Meh chosen for 30th anniversary of Collins English Dictionary - Times Online
Topic: Miscellaneous
1:47 am EST, Nov 18, 2008
There is nothing meh about the journey of the latest entry in the Collins English Dictionary. Rather, it illustrates how e-mail and the internet are creating language.
“Meh” started out in the US and Canada as an interjection signifying mediocrity or indifference and has evolved, via the internet and an episode of The Simpsons, into a common adjective meaning boring, apathetic or unimpressive in British English. ... "..People are increasingly writing in a register somewhere in between spoken and written English.”
Op-Ed Contributor - A Holiday to End All Wars - NYTimes.com
Topic: Miscellaneous
7:56 am EST, Nov 11, 2008
TODAY is the 90th anniversary of the armistice that ended the First World War, and it will be commemorated very differently on each side of the Atlantic and across the borders of Europe. It’s a reminder that not all “victors” experience wars in the same way, and that their citizens can have almost as much difficulty as those of the vanquished states in coping with the collective trauma of conflict.
For Americans, Veterans Day celebrates the survivors of all the nation’s 20th and 21st century wars. In France and Britain, by contrast, the mood is altogether more somber. In these countries, it is the dead who, since 1919, have been the focus of the ceremonies.
BBC NEWS | Magazine | Three little words so hard to say
Topic: Miscellaneous
4:56 pm EST, Nov 6, 2008
There are three words you will hardly ever hear a person in power use - "I don't know." Why is doubt, which most of us experience every day, virtually unheard of in politics, asks Michael Blastland. ... Doubt seems a dangerous thing in politics. If possible, you don't admit it. Not about your values, nor your analysis, nor the policies that will magically bring about the change that you are certain is needed.

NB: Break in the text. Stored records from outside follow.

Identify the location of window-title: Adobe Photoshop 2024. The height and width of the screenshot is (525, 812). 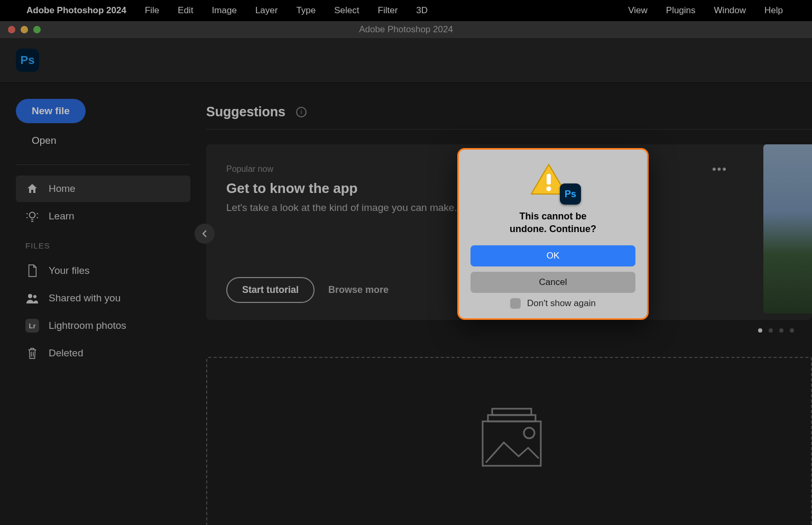
(406, 30).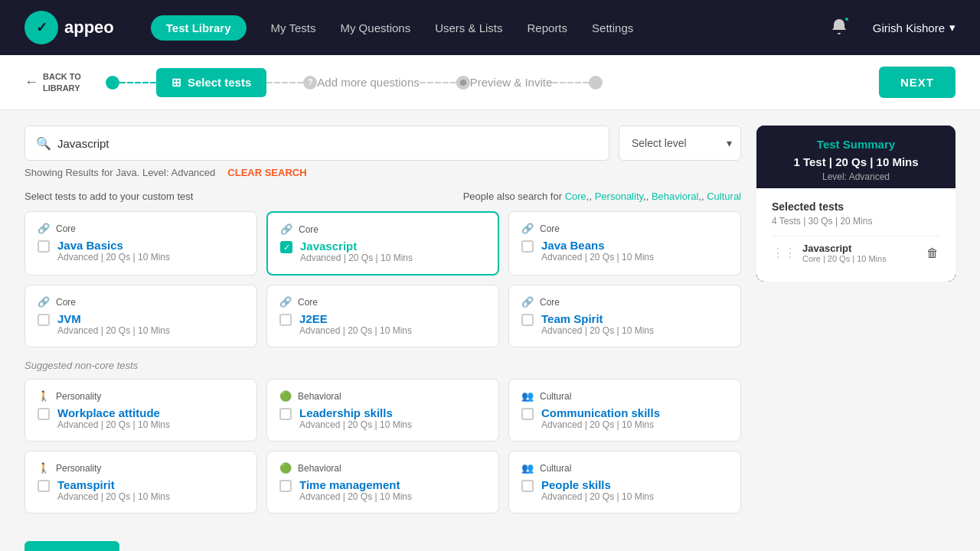  I want to click on selected-tests-label: Selected tests, so click(856, 207).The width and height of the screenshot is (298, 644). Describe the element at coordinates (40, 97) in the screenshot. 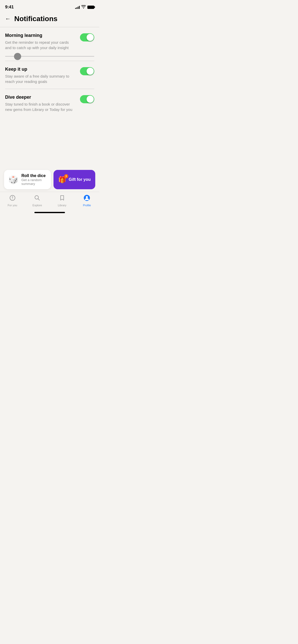

I see `dive-deeper-title: Dive deeper` at that location.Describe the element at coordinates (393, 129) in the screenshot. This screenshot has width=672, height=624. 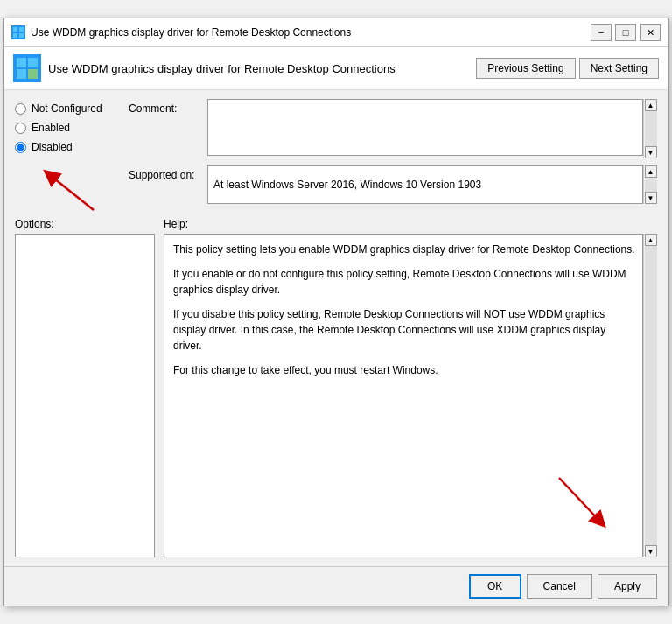
I see `comment-row: Comment: ▲ ▼` at that location.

One response to the economic upheaval of the past few months might be to conclude that we know far less than we think we know, and pretending otherwise is rash and damaging. Yet while economic confidence evaporates, another kind of confidence still thrives - confidence in the power of our own analysis, of who is to blame and why, the strident confidence of politicians or business people in their preferred remedies. ... Is this a general, but dangerous habit - that those in public life often drift through events of which no-one is the master, all the while pretending to a false confidence, or even certainty? Are our leaders incapable of saying what all should surely now admit, that often they don't know? Perhaps the wreckage from the past is all the evidence we need, for didn't they speak with certainty then too?

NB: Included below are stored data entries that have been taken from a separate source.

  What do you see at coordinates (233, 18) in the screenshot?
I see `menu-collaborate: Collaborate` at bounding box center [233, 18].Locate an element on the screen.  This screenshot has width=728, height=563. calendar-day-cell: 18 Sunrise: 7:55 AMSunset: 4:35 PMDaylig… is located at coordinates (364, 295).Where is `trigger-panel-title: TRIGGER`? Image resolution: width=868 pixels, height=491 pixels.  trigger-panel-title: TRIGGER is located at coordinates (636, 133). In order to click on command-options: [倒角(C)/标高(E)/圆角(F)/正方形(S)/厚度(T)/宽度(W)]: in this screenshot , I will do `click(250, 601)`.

Eugene Robinson - Morning in America - washingtonpost.com
Topic: Miscellaneous
10:12 am EST, Nov 6, 2008
I almost lost it Tuesday night when television cameras found the Rev. Jesse Jackson in the crowd at Chicago's Grant Park and I saw the tears streaming down his face. His brio and bluster were gone, replaced by what looked like awestruck humility and unrestrained joy. ... I can't help but experience Obama's election as a gesture of recognition and acceptance -- which is patently absurd, if you think about it. The labor of black people made this great nation possible. Black people planted and tended the tobacco, indigo and cotton on which America's first great fortunes were built. Black people fought and died in every one of the nation's wars. Black people fought and died to secure our fundamental rights under the Constitution. We don't have to ask for anything from anybody.

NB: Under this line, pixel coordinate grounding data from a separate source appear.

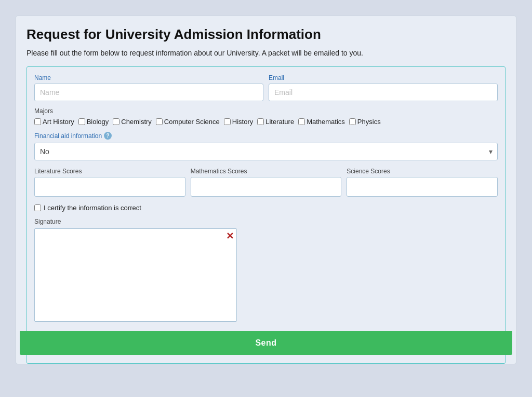  What do you see at coordinates (266, 182) in the screenshot?
I see `mathematics-score-group: Mathematics Scores` at bounding box center [266, 182].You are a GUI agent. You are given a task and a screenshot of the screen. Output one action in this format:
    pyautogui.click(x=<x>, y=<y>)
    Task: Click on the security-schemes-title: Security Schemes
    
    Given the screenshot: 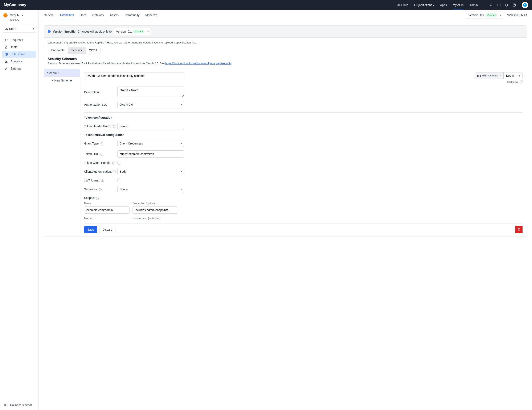 What is the action you would take?
    pyautogui.click(x=285, y=59)
    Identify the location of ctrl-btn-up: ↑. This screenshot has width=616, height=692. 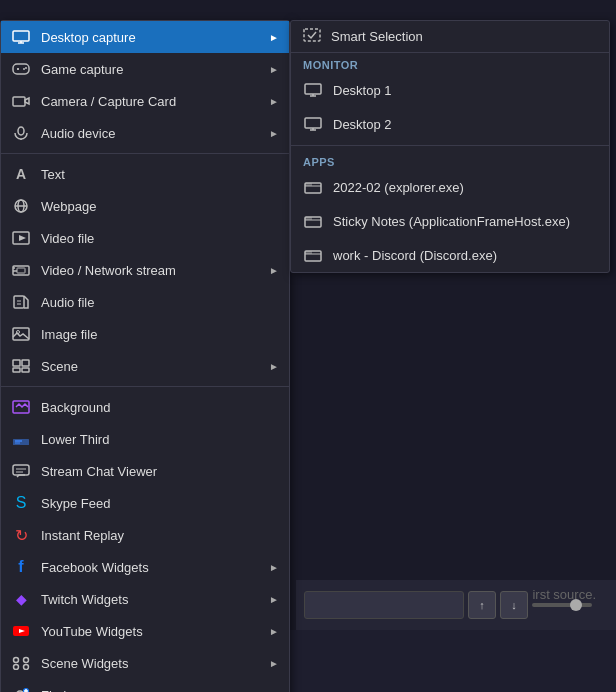
(482, 605).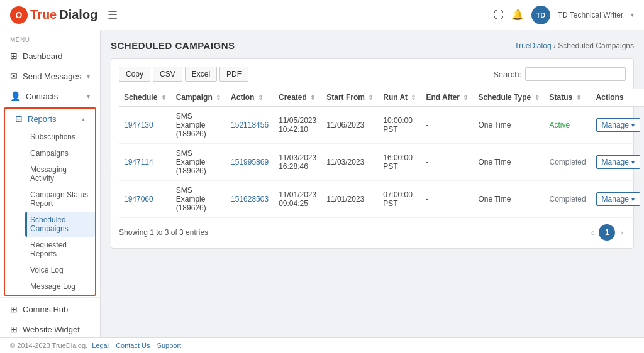 This screenshot has width=644, height=353. What do you see at coordinates (201, 74) in the screenshot?
I see `excel-button: Excel` at bounding box center [201, 74]. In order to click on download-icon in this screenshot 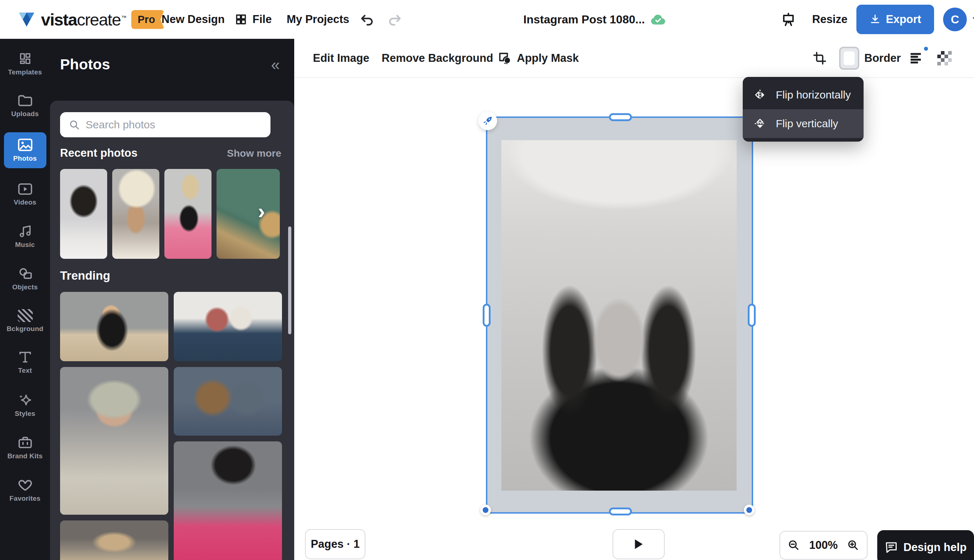, I will do `click(875, 19)`.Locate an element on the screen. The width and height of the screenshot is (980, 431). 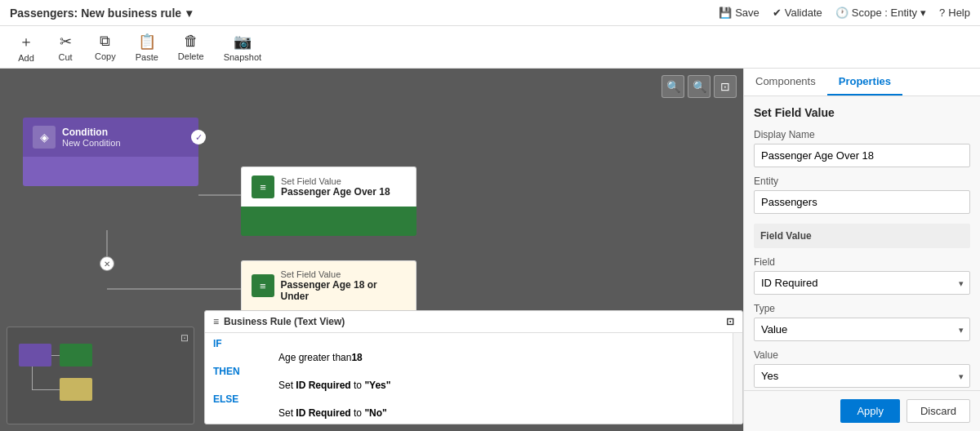
sfv1-block: ≡ Set Field Value Passenger Age Over 18 is located at coordinates (328, 201).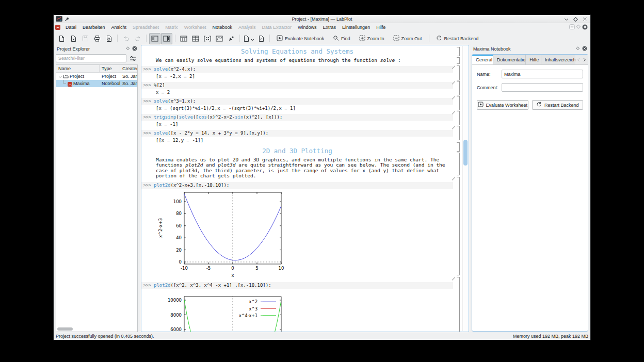 This screenshot has height=362, width=644. Describe the element at coordinates (60, 76) in the screenshot. I see `expander-chevron-icon` at that location.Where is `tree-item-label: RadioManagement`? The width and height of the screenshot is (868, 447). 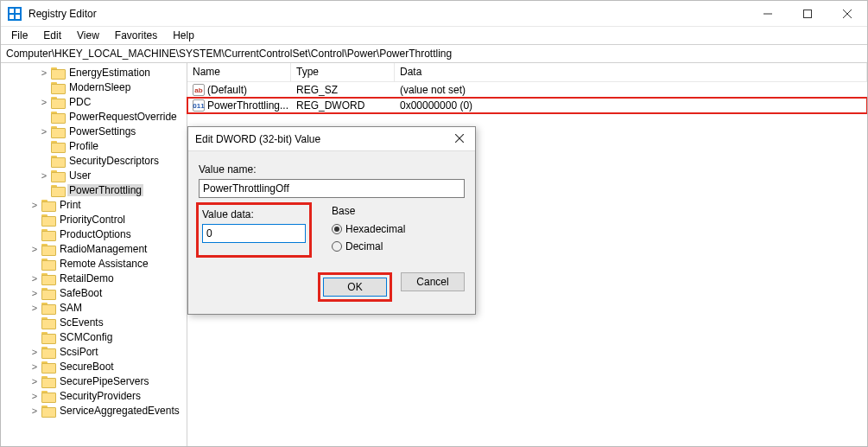 tree-item-label: RadioManagement is located at coordinates (104, 249).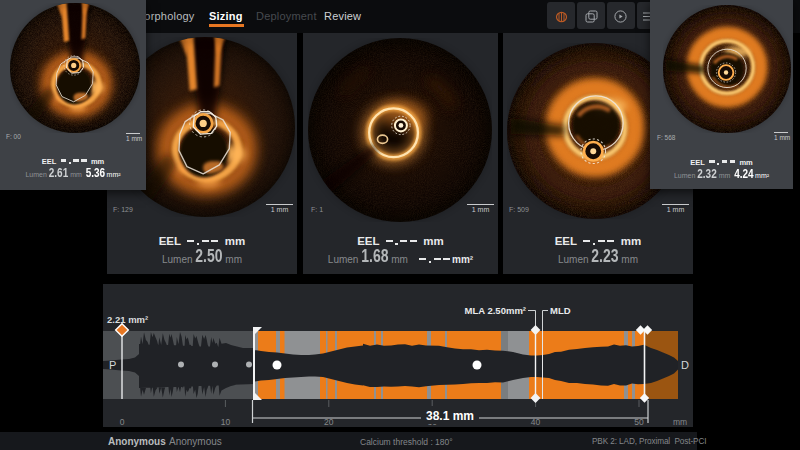  What do you see at coordinates (496, 310) in the screenshot?
I see `svg-text: MLA 2.50mm²` at bounding box center [496, 310]. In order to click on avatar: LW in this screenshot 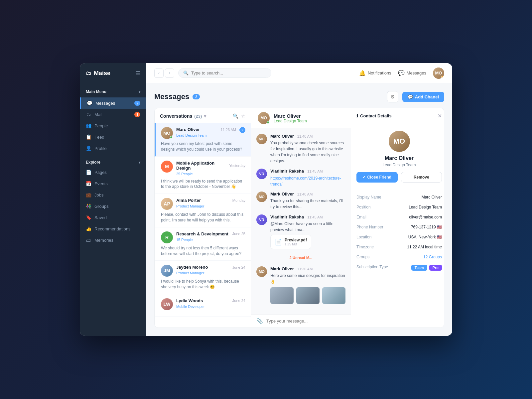, I will do `click(167, 304)`.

Yet something changed on Tuesday when Americans -- white, black, Latino, Asian -- entrusted a black man with the power and responsibility of the presidency. I always meant it when I said the Pledge of Allegiance in school. I always meant it when I sang the national anthem at ball games and shot off fireworks on the Fourth of July. But now there's more meaning in my expressions of patriotism, because there's more meaning in the stirring ideals that the pledge and the anthem and the fireworks represent.
BBC NEWS | Magazine | Ten ways to spot a future F1 champ aged eight
Topic: Miscellaneous
9:33 am EST, Nov 4, 2008
When Lewis Hamilton was eight and winning his first karting races he was tipped as a future Formula One champion, a prediction that came to glorious fruition on Sunday in Brazil. So what marks an eight-year-old as a potential champion?